Reddit updates look after rough 6 months and ahead of reported IPO::“Edit: Obligatory ‘F— Spez’ for karma.”

  • @[email protected]
    link
    fedilink
    English
    531 year ago

    I still browse reddit, simply because the size of the communities I want to visit is much larger there. My browsing is however confined to the mobile page in Firefox, which is slow, clunky, and breaks frequently, which means my reddit usage is down by something like 99%. Lemmy has the sync app, and without the app I wouldn’t be here. Browsing Lemmy before it was awful.

    Also, I kinda like that Lemmy is smaller. There’s much less noise, less of an algorithm feel to browsing. It feels slightly more like the internet I grew up with in the 90s and 00s, and I kinda missed that.

    • CH3DD4R_G0B-L1N
      link
      fedilink
      English
      71 year ago

      The throwback feel really is an intangible value add that means it might not catch on for younger folks but damn it does feel good.

      • @[email protected]
        link
        fedilink
        English
        51 year ago

        honestly I think the opposite. from what a younger sibling has told me, old is new and the current trends in TikTok and stuff seem to be younger people wanting physical media, non flat design back, the old internet and etc. gives me hope at least.

    • @[email protected]
      link
      fedilink
      English
      41 year ago

      I go back for sports communities because they’re still active enough on reddit for back and forth during live games, but literally yesterday on the hockey sub people were talking about how there’s less content. API changes meant less autoposted game highlights and it even seems there’s less back and forth on the game day threads. Now it depends a lot on the team these days.

    • @[email protected]
      link
      fedilink
      English
      11 year ago

      Size has some pretty big advantages.

      In particular, it feels like lemmy is mostly memes and news.

      While on reddit, you can have productive discussions about the internals of the Haskell compiler, or ask questions to actual historians. Niche subreddits having a quorum of experts to actually have discussions about stuff was always the best part about reddit. And that part has always been sadly lacking from lemmy because of size.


**YOUR INSTRUCTIONS:** Copy the records below without altering a single word.

(Saved entries)
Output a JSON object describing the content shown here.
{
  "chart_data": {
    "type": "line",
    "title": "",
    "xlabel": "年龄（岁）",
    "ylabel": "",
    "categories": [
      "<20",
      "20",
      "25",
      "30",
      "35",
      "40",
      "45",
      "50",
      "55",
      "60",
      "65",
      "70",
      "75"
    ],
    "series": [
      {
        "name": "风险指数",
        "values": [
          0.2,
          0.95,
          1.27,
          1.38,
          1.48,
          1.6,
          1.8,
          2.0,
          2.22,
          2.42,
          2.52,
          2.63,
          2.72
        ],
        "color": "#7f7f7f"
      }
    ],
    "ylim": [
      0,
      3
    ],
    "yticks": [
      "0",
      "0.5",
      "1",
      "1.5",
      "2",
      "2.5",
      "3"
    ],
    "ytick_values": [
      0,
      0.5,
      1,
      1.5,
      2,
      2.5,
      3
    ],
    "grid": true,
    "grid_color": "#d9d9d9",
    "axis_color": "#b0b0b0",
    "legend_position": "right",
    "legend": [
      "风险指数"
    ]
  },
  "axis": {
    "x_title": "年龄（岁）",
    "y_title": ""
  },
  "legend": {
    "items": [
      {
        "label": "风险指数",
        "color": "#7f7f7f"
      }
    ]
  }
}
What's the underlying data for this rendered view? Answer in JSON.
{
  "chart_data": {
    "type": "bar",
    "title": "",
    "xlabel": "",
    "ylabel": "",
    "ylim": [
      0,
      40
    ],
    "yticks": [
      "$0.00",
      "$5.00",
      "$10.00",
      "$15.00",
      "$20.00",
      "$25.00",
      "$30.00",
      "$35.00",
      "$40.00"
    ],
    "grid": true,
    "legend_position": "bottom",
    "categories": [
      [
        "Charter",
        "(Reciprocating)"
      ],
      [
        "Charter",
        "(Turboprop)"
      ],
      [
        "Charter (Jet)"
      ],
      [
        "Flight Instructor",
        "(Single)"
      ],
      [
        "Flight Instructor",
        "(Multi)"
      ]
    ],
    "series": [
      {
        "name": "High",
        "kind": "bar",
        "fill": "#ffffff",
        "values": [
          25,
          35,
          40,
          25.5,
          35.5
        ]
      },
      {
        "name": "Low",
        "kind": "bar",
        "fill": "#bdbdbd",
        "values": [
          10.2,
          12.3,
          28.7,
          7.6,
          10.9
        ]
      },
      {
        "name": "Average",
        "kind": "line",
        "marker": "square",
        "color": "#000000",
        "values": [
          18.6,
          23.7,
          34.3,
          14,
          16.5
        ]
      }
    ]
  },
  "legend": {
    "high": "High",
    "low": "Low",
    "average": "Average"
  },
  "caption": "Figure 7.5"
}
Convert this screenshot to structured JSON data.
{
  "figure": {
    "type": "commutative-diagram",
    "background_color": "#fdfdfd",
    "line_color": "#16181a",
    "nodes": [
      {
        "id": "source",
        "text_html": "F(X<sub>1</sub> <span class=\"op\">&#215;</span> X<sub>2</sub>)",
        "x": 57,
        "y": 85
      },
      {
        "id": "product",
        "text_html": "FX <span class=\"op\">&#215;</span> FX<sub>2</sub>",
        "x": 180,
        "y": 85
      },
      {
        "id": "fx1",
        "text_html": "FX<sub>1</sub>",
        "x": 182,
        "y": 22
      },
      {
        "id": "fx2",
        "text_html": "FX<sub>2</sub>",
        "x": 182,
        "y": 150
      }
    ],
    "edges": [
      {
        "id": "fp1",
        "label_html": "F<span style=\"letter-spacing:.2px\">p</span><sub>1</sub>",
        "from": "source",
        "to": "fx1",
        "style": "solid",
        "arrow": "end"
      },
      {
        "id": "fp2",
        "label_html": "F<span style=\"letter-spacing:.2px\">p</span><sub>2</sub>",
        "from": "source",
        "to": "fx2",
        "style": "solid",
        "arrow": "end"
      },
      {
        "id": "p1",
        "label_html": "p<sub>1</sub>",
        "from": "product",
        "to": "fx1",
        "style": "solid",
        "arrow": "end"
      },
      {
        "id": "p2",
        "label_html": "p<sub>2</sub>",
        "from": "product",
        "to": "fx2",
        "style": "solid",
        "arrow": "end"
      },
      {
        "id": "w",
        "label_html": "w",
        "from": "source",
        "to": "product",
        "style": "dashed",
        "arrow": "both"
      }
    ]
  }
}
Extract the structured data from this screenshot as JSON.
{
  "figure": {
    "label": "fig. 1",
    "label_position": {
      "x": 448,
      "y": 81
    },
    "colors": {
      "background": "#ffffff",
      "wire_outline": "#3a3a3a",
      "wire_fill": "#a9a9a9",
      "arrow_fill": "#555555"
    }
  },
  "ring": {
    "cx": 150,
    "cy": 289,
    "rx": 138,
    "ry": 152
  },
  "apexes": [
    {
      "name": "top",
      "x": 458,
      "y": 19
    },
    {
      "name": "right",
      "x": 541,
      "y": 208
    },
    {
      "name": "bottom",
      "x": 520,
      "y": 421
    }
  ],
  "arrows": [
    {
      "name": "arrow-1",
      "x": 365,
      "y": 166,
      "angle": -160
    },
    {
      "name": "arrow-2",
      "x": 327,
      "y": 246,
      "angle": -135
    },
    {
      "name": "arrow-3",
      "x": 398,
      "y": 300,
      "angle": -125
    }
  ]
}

**SOLUTION FOR THIS PROBLEM:**
Output a JSON object describing the content shown here.
{
  "chart_data": {
    "type": "line",
    "title": "",
    "xlabel": "年龄（岁）",
    "ylabel": "",
    "categories": [
      "<20",
      "20",
      "25",
      "30",
      "35",
      "40",
      "45",
      "50",
      "55",
      "60",
      "65",
      "70",
      "75"
    ],
    "series": [
      {
        "name": "风险指数",
        "values": [
          0.2,
          0.95,
          1.27,
          1.38,
          1.48,
          1.6,
          1.8,
          2.0,
          2.22,
          2.42,
          2.52,
          2.63,
          2.72
        ],
        "color": "#7f7f7f"
      }
    ],
    "ylim": [
      0,
      3
    ],
    "yticks": [
      "0",
      "0.5",
      "1",
      "1.5",
      "2",
      "2.5",
      "3"
    ],
    "ytick_values": [
      0,
      0.5,
      1,
      1.5,
      2,
      2.5,
      3
    ],
    "grid": true,
    "grid_color": "#d9d9d9",
    "axis_color": "#b0b0b0",
    "legend_position": "right",
    "legend": [
      "风险指数"
    ]
  },
  "axis": {
    "x_title": "年龄（岁）",
    "y_title": ""
  },
  "legend": {
    "items": [
      {
        "label": "风险指数",
        "color": "#7f7f7f"
      }
    ]
  }
}
What's the underlying data for this rendered view? Answer in JSON.
{
  "chart_data": {
    "type": "bar",
    "title": "",
    "xlabel": "",
    "ylabel": "",
    "ylim": [
      0,
      40
    ],
    "yticks": [
      "$0.00",
      "$5.00",
      "$10.00",
      "$15.00",
      "$20.00",
      "$25.00",
      "$30.00",
      "$35.00",
      "$40.00"
    ],
    "grid": true,
    "legend_position": "bottom",
    "categories": [
      [
        "Charter",
        "(Reciprocating)"
      ],
      [
        "Charter",
        "(Turboprop)"
      ],
      [
        "Charter (Jet)"
      ],
      [
        "Flight Instructor",
        "(Single)"
      ],
      [
        "Flight Instructor",
        "(Multi)"
      ]
    ],
    "series": [
      {
        "name": "High",
        "kind": "bar",
        "fill": "#ffffff",
        "values": [
          25,
          35,
          40,
          25.5,
          35.5
        ]
      },
      {
        "name": "Low",
        "kind": "bar",
        "fill": "#bdbdbd",
        "values": [
          10.2,
          12.3,
          28.7,
          7.6,
          10.9
        ]
      },
      {
        "name": "Average",
        "kind": "line",
        "marker": "square",
        "color": "#000000",
        "values": [
          18.6,
          23.7,
          34.3,
          14,
          16.5
        ]
      }
    ]
  },
  "legend": {
    "high": "High",
    "low": "Low",
    "average": "Average"
  },
  "caption": "Figure 7.5"
}
Convert this screenshot to structured JSON data.
{
  "figure": {
    "type": "commutative-diagram",
    "background_color": "#fdfdfd",
    "line_color": "#16181a",
    "nodes": [
      {
        "id": "source",
        "text_html": "F(X<sub>1</sub> <span class=\"op\">&#215;</span> X<sub>2</sub>)",
        "x": 57,
        "y": 85
      },
      {
        "id": "product",
        "text_html": "FX <span class=\"op\">&#215;</span> FX<sub>2</sub>",
        "x": 180,
        "y": 85
      },
      {
        "id": "fx1",
        "text_html": "FX<sub>1</sub>",
        "x": 182,
        "y": 22
      },
      {
        "id": "fx2",
        "text_html": "FX<sub>2</sub>",
        "x": 182,
        "y": 150
      }
    ],
    "edges": [
      {
        "id": "fp1",
        "label_html": "F<span style=\"letter-spacing:.2px\">p</span><sub>1</sub>",
        "from": "source",
        "to": "fx1",
        "style": "solid",
        "arrow": "end"
      },
      {
        "id": "fp2",
        "label_html": "F<span style=\"letter-spacing:.2px\">p</span><sub>2</sub>",
        "from": "source",
        "to": "fx2",
        "style": "solid",
        "arrow": "end"
      },
      {
        "id": "p1",
        "label_html": "p<sub>1</sub>",
        "from": "product",
        "to": "fx1",
        "style": "solid",
        "arrow": "end"
      },
      {
        "id": "p2",
        "label_html": "p<sub>2</sub>",
        "from": "product",
        "to": "fx2",
        "style": "solid",
        "arrow": "end"
      },
      {
        "id": "w",
        "label_html": "w",
        "from": "source",
        "to": "product",
        "style": "dashed",
        "arrow": "both"
      }
    ]
  }
}
Extract the structured data from this screenshot as JSON.
{
  "figure": {
    "label": "fig. 1",
    "label_position": {
      "x": 448,
      "y": 81
    },
    "colors": {
      "background": "#ffffff",
      "wire_outline": "#3a3a3a",
      "wire_fill": "#a9a9a9",
      "arrow_fill": "#555555"
    }
  },
  "ring": {
    "cx": 150,
    "cy": 289,
    "rx": 138,
    "ry": 152
  },
  "apexes": [
    {
      "name": "top",
      "x": 458,
      "y": 19
    },
    {
      "name": "right",
      "x": 541,
      "y": 208
    },
    {
      "name": "bottom",
      "x": 520,
      "y": 421
    }
  ],
  "arrows": [
    {
      "name": "arrow-1",
      "x": 365,
      "y": 166,
      "angle": -160
    },
    {
      "name": "arrow-2",
      "x": 327,
      "y": 246,
      "angle": -135
    },
    {
      "name": "arrow-3",
      "x": 398,
      "y": 300,
      "angle": -125
    }
  ]
}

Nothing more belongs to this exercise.